Slide 12 provides our outlook for full year 2024 relative to 2023. We currently expect net interest income to fall in the middle of the full-year guidance range of down 2% to 5%, albeit with about 150 basis points of positive impact from the Scotiabank investment and the securities portfolio restructuring this past month. Net interest margin should come in around 2.4% for the fourth quarter. We are tweaking our year-end loan forecast by 1% to down 5% to 6%. We are also positively revising our average deposit guidance to up 1% to 2%, including expectations for client deposits to grow by 3% to 4%. We now expect fees, excluding this past quarter's securities portfolio restructuring, to grow 6% or better this year, depending on how the capital markets environment plays out in the fourth quarter. Given the strong fee momentum and our higher stock price, we expect expenses to be up approximately 2% this year. This also includes the funding of our charitable foundation.

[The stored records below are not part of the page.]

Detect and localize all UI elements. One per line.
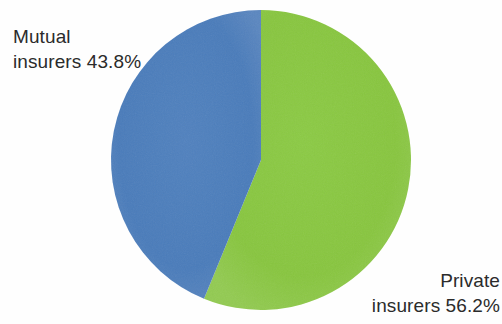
pie-label-mutual-line-2: insurers 43.8% (13, 49, 141, 74)
pie-chart: Mutual insurers 43.8% Private insurers 5… (0, 0, 502, 324)
pie-label-mutual-line-1: Mutual (13, 24, 141, 49)
pie-label-private-line-1: Private (372, 268, 500, 293)
pie-label-private-insurers: Private insurers 56.2% (372, 268, 500, 318)
pie-label-mutual-insurers: Mutual insurers 43.8% (13, 24, 141, 74)
pie-label-private-line-2: insurers 56.2% (372, 293, 500, 318)
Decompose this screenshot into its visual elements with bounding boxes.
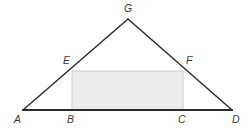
vertex-label-g: G bbox=[124, 2, 132, 14]
vertex-label-c: C bbox=[178, 113, 186, 125]
rectangle-BEFC bbox=[72, 71, 183, 110]
vertex-label-b: B bbox=[67, 113, 74, 125]
geometry-diagram: G E F A B C D bbox=[0, 0, 251, 130]
vertex-label-f: F bbox=[186, 54, 193, 66]
vertex-label-e: E bbox=[63, 54, 71, 66]
vertex-label-a: A bbox=[13, 113, 21, 125]
vertex-label-d: D bbox=[232, 113, 240, 125]
figure-svg: G E F A B C D bbox=[0, 0, 251, 130]
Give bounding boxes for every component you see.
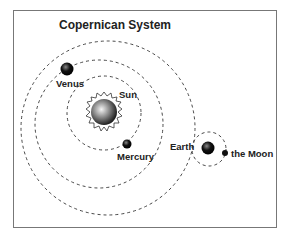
orbit-diagram bbox=[0, 0, 290, 236]
venus-icon bbox=[61, 63, 74, 76]
venus-label: Venus bbox=[56, 78, 84, 89]
earth-label: Earth bbox=[170, 141, 194, 152]
mercury-label: Mercury bbox=[117, 151, 154, 162]
earth-icon bbox=[202, 142, 215, 155]
moon-icon bbox=[222, 150, 228, 156]
moon-label: the Moon bbox=[231, 148, 273, 159]
sun-label: Sun bbox=[119, 89, 137, 100]
mercury-icon bbox=[123, 140, 132, 149]
sun-icon bbox=[91, 99, 117, 125]
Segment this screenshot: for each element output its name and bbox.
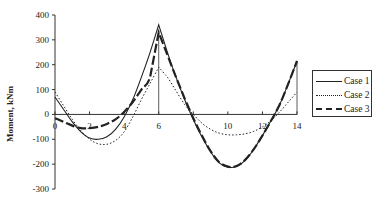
x-tick-label: 6: [156, 121, 161, 131]
y-axis-label: Moment, kNm: [5, 86, 15, 142]
x-tick-label: 2: [87, 121, 92, 131]
legend: Case 1 Case 2 Case 3: [312, 70, 372, 117]
legend-item-case-1: Case 1: [316, 74, 372, 88]
dashed-line-swatch-icon: [316, 108, 342, 110]
legend-label: Case 2: [344, 90, 370, 100]
y-tick-label: 200: [36, 60, 50, 70]
legend-item-case-3: Case 3: [316, 102, 372, 116]
y-tick-label: -200: [33, 159, 50, 169]
series-line-case-3: [55, 32, 297, 167]
y-tick-label: -300: [33, 184, 50, 194]
x-tick-label: 4: [122, 121, 127, 131]
legend-label: Case 3: [344, 104, 370, 114]
series-line-case-2: [55, 67, 297, 144]
x-tick-label: 14: [293, 121, 303, 131]
solid-line-swatch-icon: [316, 81, 342, 82]
x-tick-label: 10: [223, 121, 233, 131]
series-line-case-1: [55, 25, 297, 168]
y-tick-label: 300: [36, 35, 50, 45]
dotted-line-swatch-icon: [316, 95, 342, 96]
y-tick-label: 400: [36, 10, 50, 20]
y-tick-label: -100: [33, 134, 50, 144]
x-tick-label: 0: [53, 121, 58, 131]
y-tick-label: 0: [45, 109, 50, 119]
y-tick-label: 100: [36, 85, 50, 95]
legend-label: Case 1: [344, 76, 370, 86]
series-group: [55, 25, 297, 168]
legend-item-case-2: Case 2: [316, 88, 372, 102]
y-axis: 4003002001000-100-200-300: [33, 10, 56, 194]
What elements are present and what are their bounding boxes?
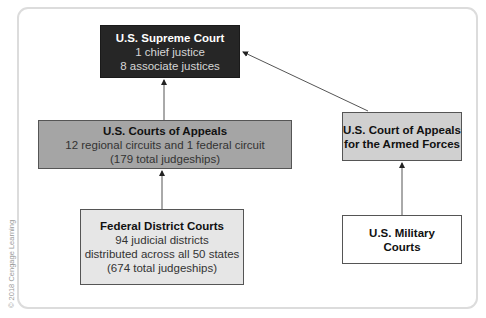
node-title: U.S. Court of Appeals [343,123,461,137]
node-detail: 8 associate justices [120,59,220,73]
node-courts-of-appeals: U.S. Courts of Appeals 12 regional circu… [38,120,292,169]
node-title: U.S. Military [369,226,435,240]
node-detail: 94 judicial districts [115,233,208,247]
node-title: Courts [383,240,420,254]
copyright-notice: © 2018 Cengage Learning [7,220,16,308]
node-title: for the Armed Forces [344,137,460,151]
node-military-courts: U.S. Military Courts [342,215,462,264]
arrow-armed-to-supreme [243,52,368,111]
node-detail: distributed across all 50 states [85,247,240,261]
node-supreme-court: U.S. Supreme Court 1 chief justice 8 ass… [100,25,240,78]
node-court-of-appeals-armed-forces: U.S. Court of Appeals for the Armed Forc… [342,112,462,161]
node-detail: (179 total judgeships) [110,152,220,166]
node-detail: 1 chief justice [135,45,205,59]
node-detail: 12 regional circuits and 1 federal circu… [65,138,264,152]
node-title: U.S. Supreme Court [116,31,225,45]
node-title: U.S. Courts of Appeals [103,124,227,138]
node-title: Federal District Courts [100,219,224,233]
node-detail: (674 total judgeships) [107,261,217,275]
node-federal-district-courts: Federal District Courts 94 judicial dist… [80,209,244,285]
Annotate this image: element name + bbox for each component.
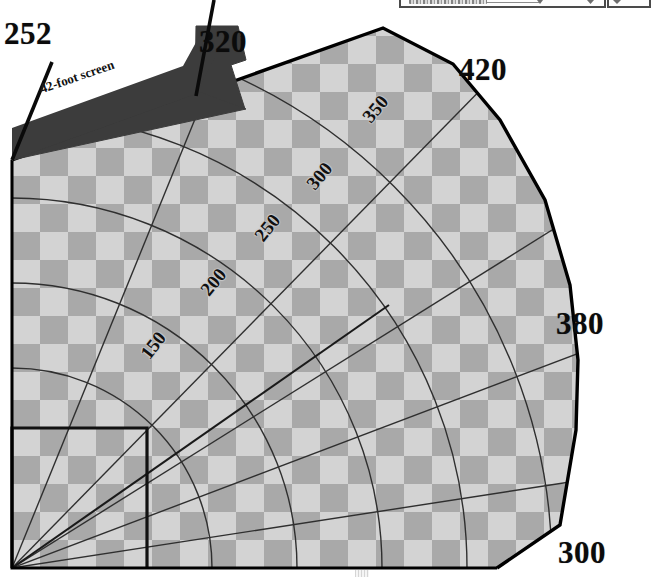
wall-distance-420: 420 xyxy=(459,52,507,88)
wall-distance-252: 252 xyxy=(4,16,52,52)
wall-distance-300: 300 xyxy=(558,535,606,571)
wall-distance-320: 320 xyxy=(199,24,247,60)
wall-distance-380: 380 xyxy=(556,306,604,342)
bottom-artifact xyxy=(355,570,369,577)
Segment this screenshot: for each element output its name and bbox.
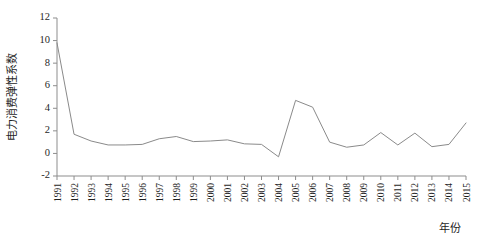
x-tick-label: 2013 xyxy=(427,183,437,202)
x-axis-tick-labels: 1991199219931994199519961997199819992000… xyxy=(53,183,472,202)
x-tick-label: 2004 xyxy=(274,183,284,202)
x-axis-title: 年份 xyxy=(439,221,461,235)
x-tick-label: 2008 xyxy=(342,183,352,202)
x-tick-label: 1993 xyxy=(87,183,97,202)
x-tick-label: 2000 xyxy=(206,183,216,202)
chart-figure: 121086420-2 1991199219931994199519961997… xyxy=(0,0,485,248)
x-tick-label: 1991 xyxy=(53,183,63,202)
x-tick-label: 2007 xyxy=(325,183,335,202)
x-tick-label: 2001 xyxy=(223,183,233,202)
y-tick-label: 10 xyxy=(40,34,51,45)
y-tick-label: 2 xyxy=(45,124,50,135)
x-tick-label: 1994 xyxy=(104,183,114,202)
x-tick-label: 1995 xyxy=(121,183,131,202)
x-tick-label: 2010 xyxy=(376,183,386,202)
y-tick-label: 8 xyxy=(45,57,50,68)
x-tick-label: 1992 xyxy=(70,183,80,202)
x-tick-label: 2014 xyxy=(444,183,454,202)
y-axis-ticks xyxy=(53,18,57,176)
x-tick-label: 1998 xyxy=(172,183,182,202)
y-axis-title: 电力消费弹性系数 xyxy=(5,53,19,141)
y-tick-label: 4 xyxy=(45,102,51,113)
y-tick-label: 6 xyxy=(45,79,50,90)
x-tick-label: 1999 xyxy=(189,183,199,202)
x-tick-label: 2006 xyxy=(308,183,318,202)
x-tick-label: 1997 xyxy=(155,183,165,202)
x-tick-label: 2011 xyxy=(393,183,403,202)
x-tick-label: 2003 xyxy=(257,183,267,202)
y-tick-label: -2 xyxy=(41,169,50,180)
data-series-line xyxy=(57,43,466,157)
x-axis-ticks xyxy=(57,176,466,180)
elasticity-line-chart: 121086420-2 1991199219931994199519961997… xyxy=(0,0,485,248)
y-tick-label: 12 xyxy=(40,11,51,22)
y-tick-label: 0 xyxy=(45,147,50,158)
x-tick-label: 2002 xyxy=(240,183,250,202)
x-tick-label: 2005 xyxy=(291,183,301,202)
x-tick-label: 1996 xyxy=(138,183,148,202)
x-tick-label: 2012 xyxy=(410,183,420,202)
x-tick-label: 2009 xyxy=(359,183,369,202)
y-axis-tick-labels: 121086420-2 xyxy=(40,11,51,180)
x-tick-label: 2015 xyxy=(462,183,472,202)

As we previously communicated, we expect the full-year net charge-off ratio to be closer to the high end of the 30-basis point to 40-basis point range, given lower loan balances than we had expected coming into the year. For the full year, we expect provision for credit losses to come in around $400 million, which is unchanged from what we'd expected back in January.
Moving to Slide 13. The last time, we are updating the net interest income opportunity from swaps and short-dated treasuries maturing as we sold the remaining roughly $3 billion of treasuries yielding 50 basis points that were to mature in the fourth quarter at the end of September, meaning we now expect the final chunk of benefit from this opportunity to come in the fourth quarter. The cumulative annualized opportunity ended up being about $830 million, of which 80% has been achieved to date.

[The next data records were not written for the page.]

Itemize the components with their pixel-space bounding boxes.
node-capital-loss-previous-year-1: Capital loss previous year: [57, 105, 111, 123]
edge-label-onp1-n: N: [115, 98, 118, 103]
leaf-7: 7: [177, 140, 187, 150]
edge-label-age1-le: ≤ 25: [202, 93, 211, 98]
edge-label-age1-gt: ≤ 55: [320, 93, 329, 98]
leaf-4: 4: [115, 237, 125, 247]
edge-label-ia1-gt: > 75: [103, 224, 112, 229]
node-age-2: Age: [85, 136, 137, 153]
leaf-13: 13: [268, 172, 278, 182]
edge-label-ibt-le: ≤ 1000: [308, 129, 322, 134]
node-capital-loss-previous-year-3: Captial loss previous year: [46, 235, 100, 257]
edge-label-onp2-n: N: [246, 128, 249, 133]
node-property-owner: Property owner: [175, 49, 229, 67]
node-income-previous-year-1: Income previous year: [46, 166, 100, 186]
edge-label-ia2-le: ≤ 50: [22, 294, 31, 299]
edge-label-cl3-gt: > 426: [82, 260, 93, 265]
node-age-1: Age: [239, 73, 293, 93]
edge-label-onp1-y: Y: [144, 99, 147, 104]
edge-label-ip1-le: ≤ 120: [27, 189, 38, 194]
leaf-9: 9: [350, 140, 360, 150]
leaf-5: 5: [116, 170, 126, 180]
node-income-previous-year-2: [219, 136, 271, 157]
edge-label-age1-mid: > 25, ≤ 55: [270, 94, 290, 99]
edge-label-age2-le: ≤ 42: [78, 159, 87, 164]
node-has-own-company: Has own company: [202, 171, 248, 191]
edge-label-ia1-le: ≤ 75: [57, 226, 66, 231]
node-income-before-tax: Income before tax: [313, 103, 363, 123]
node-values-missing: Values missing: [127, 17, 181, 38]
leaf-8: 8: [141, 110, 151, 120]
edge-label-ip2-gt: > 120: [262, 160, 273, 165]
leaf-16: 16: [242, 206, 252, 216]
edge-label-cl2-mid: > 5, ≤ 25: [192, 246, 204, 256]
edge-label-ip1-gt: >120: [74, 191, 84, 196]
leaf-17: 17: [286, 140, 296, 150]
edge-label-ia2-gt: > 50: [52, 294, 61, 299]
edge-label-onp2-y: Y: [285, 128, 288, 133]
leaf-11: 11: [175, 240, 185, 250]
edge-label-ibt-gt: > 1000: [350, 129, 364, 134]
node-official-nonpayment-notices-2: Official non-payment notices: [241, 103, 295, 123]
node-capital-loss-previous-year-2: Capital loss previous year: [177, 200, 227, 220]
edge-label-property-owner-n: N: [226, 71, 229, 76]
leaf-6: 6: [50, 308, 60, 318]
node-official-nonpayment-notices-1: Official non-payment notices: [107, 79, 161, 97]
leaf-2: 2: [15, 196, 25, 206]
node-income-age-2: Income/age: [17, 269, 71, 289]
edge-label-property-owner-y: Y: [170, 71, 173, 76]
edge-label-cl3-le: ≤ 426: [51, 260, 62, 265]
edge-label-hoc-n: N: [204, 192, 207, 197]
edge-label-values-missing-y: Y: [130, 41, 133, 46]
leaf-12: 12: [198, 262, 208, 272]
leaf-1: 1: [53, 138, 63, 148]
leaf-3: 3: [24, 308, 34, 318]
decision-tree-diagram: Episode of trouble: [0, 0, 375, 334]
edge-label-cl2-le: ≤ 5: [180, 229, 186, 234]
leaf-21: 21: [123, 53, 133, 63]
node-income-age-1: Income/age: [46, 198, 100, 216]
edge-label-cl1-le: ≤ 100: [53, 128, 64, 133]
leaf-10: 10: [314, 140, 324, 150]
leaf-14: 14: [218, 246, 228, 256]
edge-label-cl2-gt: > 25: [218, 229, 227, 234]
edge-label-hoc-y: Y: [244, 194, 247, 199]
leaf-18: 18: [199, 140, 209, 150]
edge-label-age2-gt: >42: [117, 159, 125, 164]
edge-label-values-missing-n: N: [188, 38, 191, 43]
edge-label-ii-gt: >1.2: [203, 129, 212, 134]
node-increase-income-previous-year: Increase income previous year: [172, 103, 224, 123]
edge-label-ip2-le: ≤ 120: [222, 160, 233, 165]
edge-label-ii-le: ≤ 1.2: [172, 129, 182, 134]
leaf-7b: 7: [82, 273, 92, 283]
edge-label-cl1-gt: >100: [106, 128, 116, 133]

Finally, on Slide 14, we've laid out for you the path of how we intend to get from the $964 million of reported net interest income in the third quarter to the fourth quarter exit rate that we had targeted at the beginning of the year. Regardless of whether the Fed cuts 50 basis points or 75 basis points in the fourth quarter, we believe fourth quarter NII will be at least 10% higher year-over-year, which equates to $1 billion and $20 million or better in the fourth quarter. We expect about $40 million of incremental benefit from the September portfolio restructuring and initial tranche investment from Scotiabank. We expect another $50 million or so of benefit from fixed-rate asset repricing, including from the accelerated sale of short-term treasuries I just described.
We also think we can drive a modest amount of commercial loan growth and some further funding optimization, offset by some short-term impact from the expected Fed rate cuts. While fewer cuts would be better for fourth quarter NII, that is largely a timing impact. Keep in mind that we would expect to capture more benefit of any rate cut over the ensuing six to 12 months, and rate cuts would likely provide benefits to other parts of our business, such as higher client transaction activity, more demand for credit, and improvements to capital.
With that, I will now turn the call back to the operator who will provide instructions for the Q&A portion of our call. Operator?